The world’s No.3 smartphone maker is grappling with razor-thin margins.

Reuters

Privately owned Xiaomi booked 347.5 million yuan ($56 million) in net profit last year, according to a regulatory filing that showed the world’s No.3 smartphone maker grappling with razor-thin margins.

The figure casts new light on the growth of a company that reached third place in just four years thanks to handsets lauded for balancing quality and affordability. Only this month did momentum finally stall when a patent challenge in India halted sales.

Valued by private investors at more than $10 billion, Xiaomi recorded revenue of 26.6 billion yuan and an operating margin of just 1.8 percent.

A Xiaomi spokeswoman confirmed the accuracy of the filing, but said it did not cover the entirety of Xiaomi’s business.

“They’re growing so fast and so lean, I wouldn’t be surprised even if they were losing money,” said Forrester Research analyst Bryan Wang. “The current market is so competitive that I don’t think it’s sustainable without consolidation.”

Xiaomi brands itself an “Internet company” that eschews traditional marketing and sells hardware at low prices as a distribution channel for its real moneymaker: software and services.

But the financial strain of such a business model, and whether Xiaomi can generate sustainable profit, has been a subject of long-running speculation in the technology industry.
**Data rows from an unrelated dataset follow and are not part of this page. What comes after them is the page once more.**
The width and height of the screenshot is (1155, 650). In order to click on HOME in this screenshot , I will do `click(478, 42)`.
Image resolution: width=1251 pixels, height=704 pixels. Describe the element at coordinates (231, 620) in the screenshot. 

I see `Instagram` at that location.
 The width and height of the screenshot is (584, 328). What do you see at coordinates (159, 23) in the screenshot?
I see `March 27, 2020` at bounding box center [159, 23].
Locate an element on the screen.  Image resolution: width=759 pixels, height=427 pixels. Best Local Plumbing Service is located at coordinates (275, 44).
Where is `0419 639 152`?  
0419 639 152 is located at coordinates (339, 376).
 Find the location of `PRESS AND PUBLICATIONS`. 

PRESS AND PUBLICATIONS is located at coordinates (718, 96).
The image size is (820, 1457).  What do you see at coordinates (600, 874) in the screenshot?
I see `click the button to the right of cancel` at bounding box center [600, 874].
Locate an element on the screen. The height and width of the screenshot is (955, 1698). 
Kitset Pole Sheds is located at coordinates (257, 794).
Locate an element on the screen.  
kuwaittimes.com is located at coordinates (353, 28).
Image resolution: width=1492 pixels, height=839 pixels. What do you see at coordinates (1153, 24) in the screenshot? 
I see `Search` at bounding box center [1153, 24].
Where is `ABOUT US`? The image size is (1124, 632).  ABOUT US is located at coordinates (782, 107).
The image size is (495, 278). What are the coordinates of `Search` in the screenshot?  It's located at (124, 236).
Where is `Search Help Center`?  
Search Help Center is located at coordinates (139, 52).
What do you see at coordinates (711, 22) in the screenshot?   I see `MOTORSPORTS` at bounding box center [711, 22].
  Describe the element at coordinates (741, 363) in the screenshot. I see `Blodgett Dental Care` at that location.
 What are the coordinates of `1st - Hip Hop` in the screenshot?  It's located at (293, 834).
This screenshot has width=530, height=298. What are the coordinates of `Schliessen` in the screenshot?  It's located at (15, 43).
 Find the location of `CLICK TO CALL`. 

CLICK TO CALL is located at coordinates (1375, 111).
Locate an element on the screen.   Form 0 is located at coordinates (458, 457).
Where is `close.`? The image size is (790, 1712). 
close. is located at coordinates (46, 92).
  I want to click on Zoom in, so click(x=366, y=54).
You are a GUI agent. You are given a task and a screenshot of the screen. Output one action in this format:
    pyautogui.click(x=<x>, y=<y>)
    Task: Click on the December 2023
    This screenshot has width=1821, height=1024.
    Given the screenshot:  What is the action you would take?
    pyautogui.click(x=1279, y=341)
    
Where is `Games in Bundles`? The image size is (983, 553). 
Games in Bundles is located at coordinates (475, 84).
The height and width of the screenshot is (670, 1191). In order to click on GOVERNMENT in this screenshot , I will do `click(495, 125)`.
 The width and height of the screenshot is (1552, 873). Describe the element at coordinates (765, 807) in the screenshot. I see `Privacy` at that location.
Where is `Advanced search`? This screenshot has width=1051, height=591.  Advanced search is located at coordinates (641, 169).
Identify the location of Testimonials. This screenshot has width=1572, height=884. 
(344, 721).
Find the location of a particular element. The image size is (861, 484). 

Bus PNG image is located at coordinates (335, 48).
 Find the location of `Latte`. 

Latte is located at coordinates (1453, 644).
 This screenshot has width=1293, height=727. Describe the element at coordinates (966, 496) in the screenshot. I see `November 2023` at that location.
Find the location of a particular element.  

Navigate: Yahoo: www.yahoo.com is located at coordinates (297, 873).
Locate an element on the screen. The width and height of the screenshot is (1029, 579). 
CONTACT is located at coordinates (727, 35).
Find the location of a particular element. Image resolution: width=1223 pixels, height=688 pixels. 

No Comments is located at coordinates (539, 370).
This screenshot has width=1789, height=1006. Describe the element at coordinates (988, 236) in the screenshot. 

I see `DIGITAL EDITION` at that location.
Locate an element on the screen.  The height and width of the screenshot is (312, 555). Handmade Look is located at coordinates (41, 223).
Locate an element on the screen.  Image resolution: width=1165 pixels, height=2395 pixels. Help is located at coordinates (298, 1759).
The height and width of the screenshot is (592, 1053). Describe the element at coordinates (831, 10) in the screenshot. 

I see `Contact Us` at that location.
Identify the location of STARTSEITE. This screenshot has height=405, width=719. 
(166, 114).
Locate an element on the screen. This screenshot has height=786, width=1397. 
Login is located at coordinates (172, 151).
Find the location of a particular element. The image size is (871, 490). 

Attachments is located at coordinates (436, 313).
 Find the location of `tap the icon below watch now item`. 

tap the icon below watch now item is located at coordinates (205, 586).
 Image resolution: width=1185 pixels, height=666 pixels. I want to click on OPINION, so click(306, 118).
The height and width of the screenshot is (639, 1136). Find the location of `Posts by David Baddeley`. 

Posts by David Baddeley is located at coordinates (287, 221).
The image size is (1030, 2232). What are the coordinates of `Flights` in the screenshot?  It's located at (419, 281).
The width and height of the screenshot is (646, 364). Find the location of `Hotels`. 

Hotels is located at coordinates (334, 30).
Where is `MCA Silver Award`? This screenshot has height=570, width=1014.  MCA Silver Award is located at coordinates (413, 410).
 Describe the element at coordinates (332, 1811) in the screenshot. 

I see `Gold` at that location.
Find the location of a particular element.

All but leading smartphone makers Samsung and Apple are likely to see profitability dwindle in coming years due to pricing pressure from low-margin companies like Xiaomi, Fitch Ratings said last month.

Samsung’s mobile division reported an operating margin of 18.7 percent last year, whereas Apple reported 28.7 percent for the business year ended September 2013. LG’s mobile business posted a margin of just 0.5 percent.

South Korea’s LG lost its position as the world’s third-biggest smartphone maker during the third quarter of this year when Xiaomi claimed a global market share of 5.6 percent, according to Strategy Analytics.

Xiaomi’s financial results were included in a filing made on Monday to the Shenzhen Stock Exchange by Midea Group Co Ltd 000333.SZ. Xiaomi bought 1.3 percent of the electrical appliance manufacturer for 1.27 billion yuan.

Xiaomi has been investing heavily in such companies with the aim of building an ecosystem of Internet-connected devices and appliances to extend its reach beyond smartphones.

The filing also revealed Chairman and Chief Executive Lei Jun claims 77.8 percent ownership of the company he co-founded in 2010, while unnamed shareholders split the remainder.